What is the correct formula for EV from EXIF, and which metadata values should be used? Also, why might a camera’s internal MeasuredEV values differ from a simple calculation?
Originally by Photography Stack Exchange contributor. Source · Licensed CC BY-SA 4.0
Photography Stack Exchange contributor
7y ago
2 Answers
1
The formula should be :
EV = LOG(N^2 / t, 2) - LOG(S/100, 2).
If a cloud passes and the EV diminishes by half, you can keep the same N and t but need to double S (ISO). EV of a scene is decreasing with S needed to take the picture.
Originally by user71772. Source · Licensed CC BY-SA 4.0
user71772
5y ago
0
Generated from our catalog & community — verify before relying on it.
Use the actual exposure settings used to make the shot: FNumber, ExposureTime, and ISO. The standard relation is:
EV = log2(N² / t) - log2(S / 100)
where N is f-number, t is shutter time in seconds, and S is ISO. Equivalently, EV100 = log2(N² / t) and EV = EV100 - log2(S/100).

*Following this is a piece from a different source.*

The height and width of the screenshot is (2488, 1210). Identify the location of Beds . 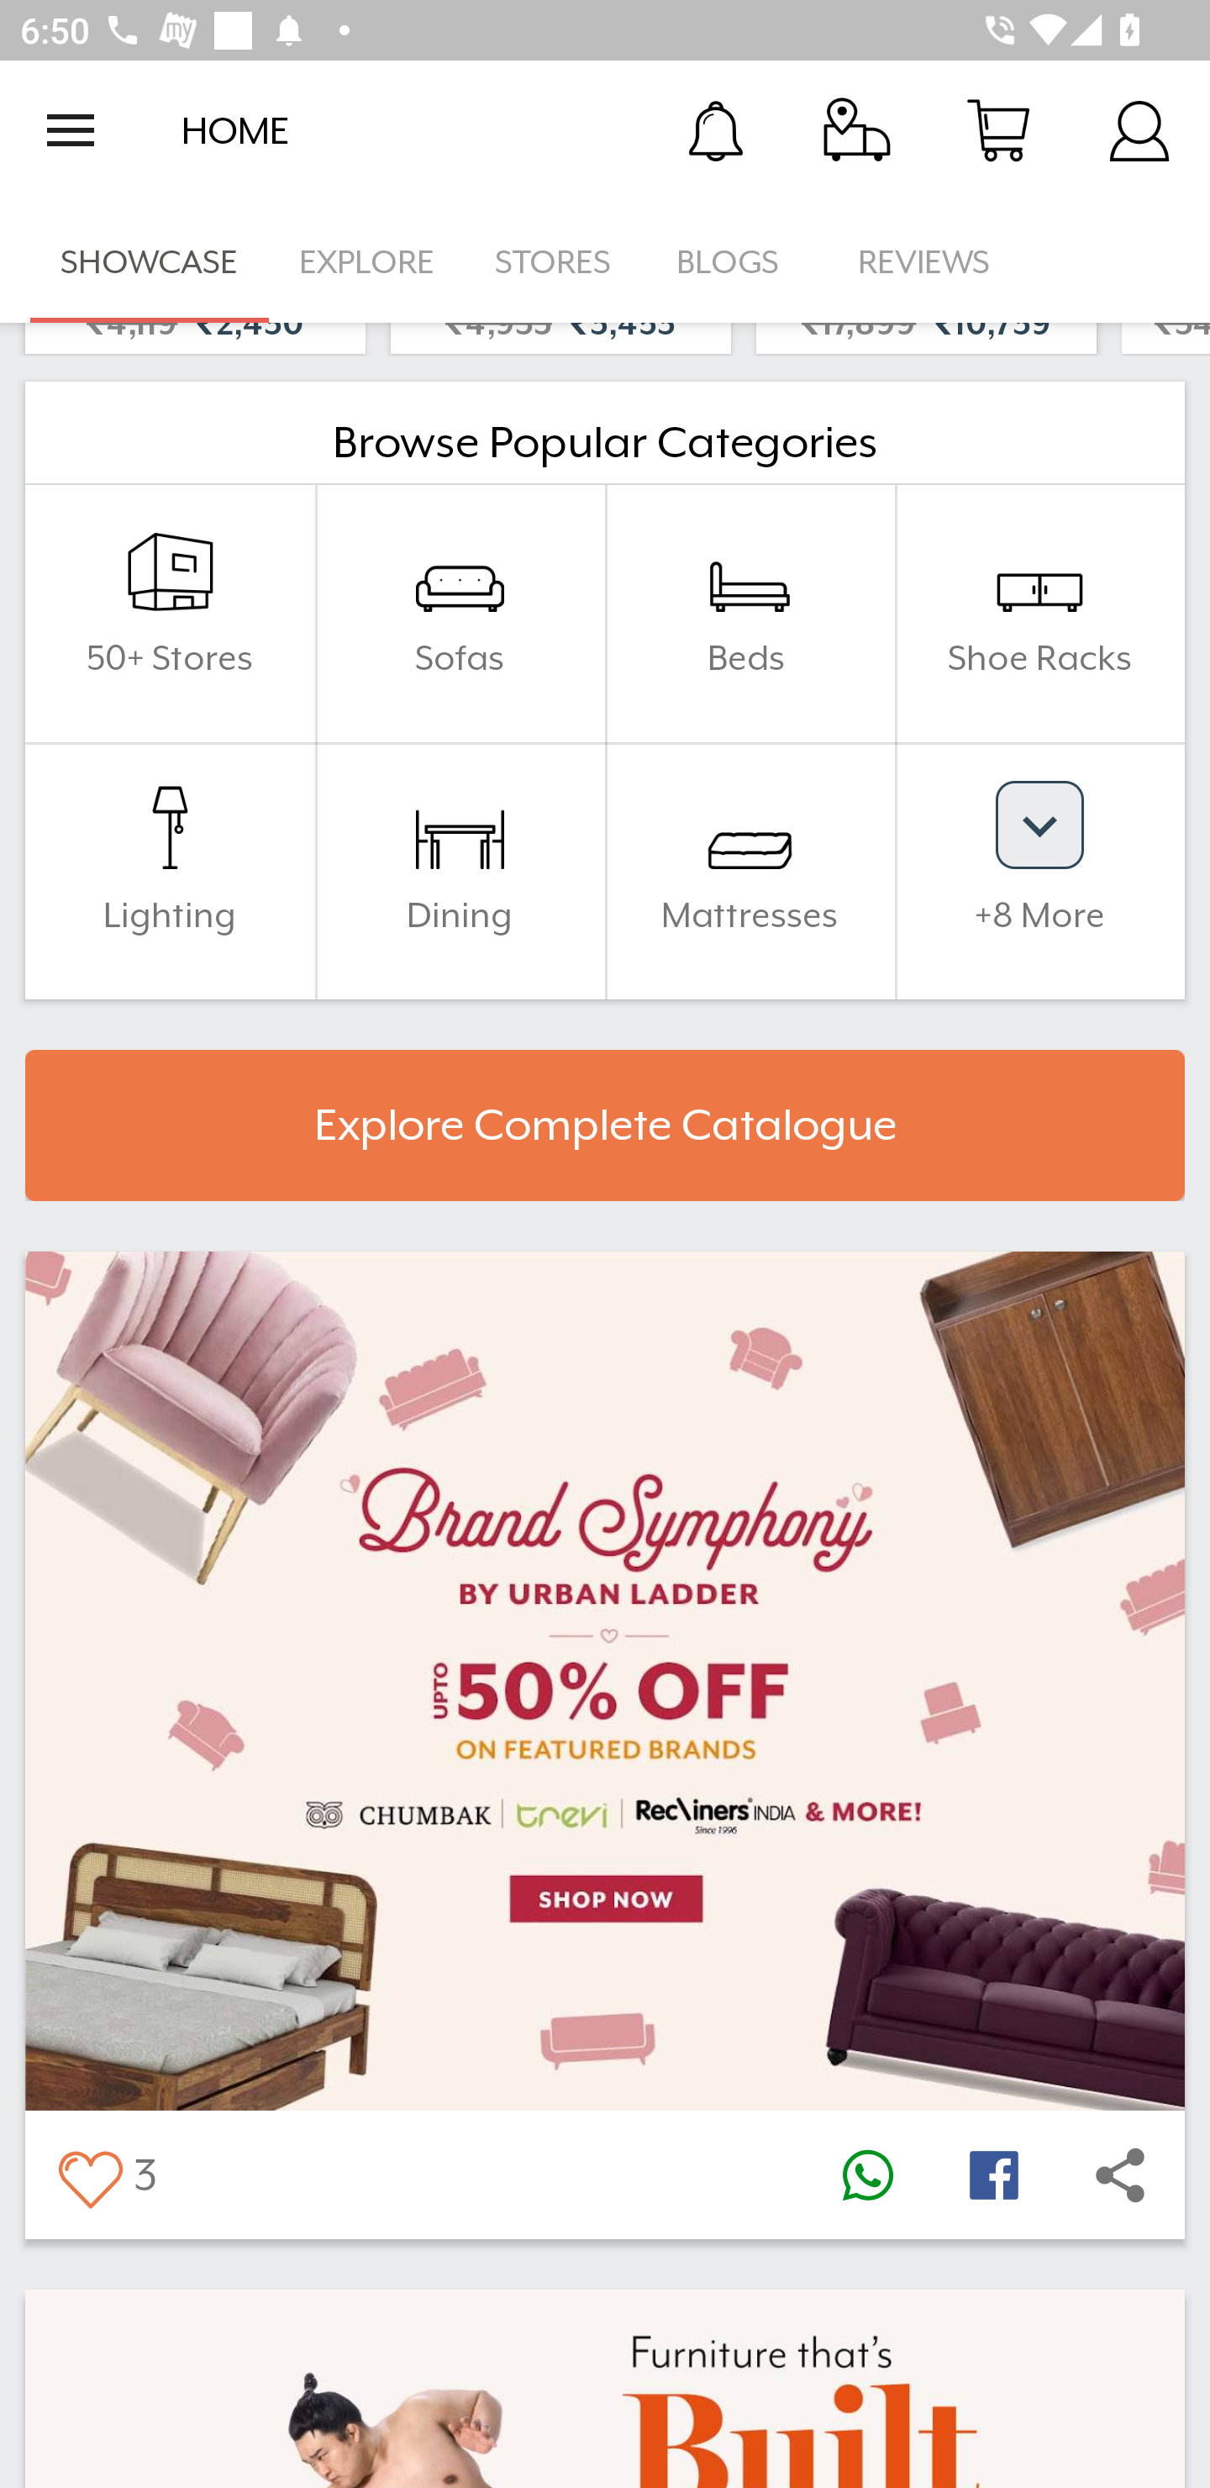
(750, 613).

So the sign on the ISO term is minus, not plus. That is why your calculated value is too high.
Which EXIF fields to prefer:
- FNumber: use this for the actual lens aperture.

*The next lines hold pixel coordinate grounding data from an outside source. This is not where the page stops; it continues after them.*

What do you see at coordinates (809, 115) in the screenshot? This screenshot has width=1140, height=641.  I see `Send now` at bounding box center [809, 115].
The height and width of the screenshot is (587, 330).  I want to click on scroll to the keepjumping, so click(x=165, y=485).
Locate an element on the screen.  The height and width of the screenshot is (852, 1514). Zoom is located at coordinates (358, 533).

- ExposureTime: use this for shutter speed.
- ISO: use this for sensitivity.
Fields like ApertureValue are often stored in APEX units, not plain f-number, so they may not match directly. BaseISO is not the same as the exposure ISO you should use here.
As for MeasuredEV / MeasuredEV2: those are likely camera maker-note metering values, not standardized EXIF fields. They can reflect the camera’s internal metering/processing and may not match a simple EV calculation from the recorded exposure settings exactly.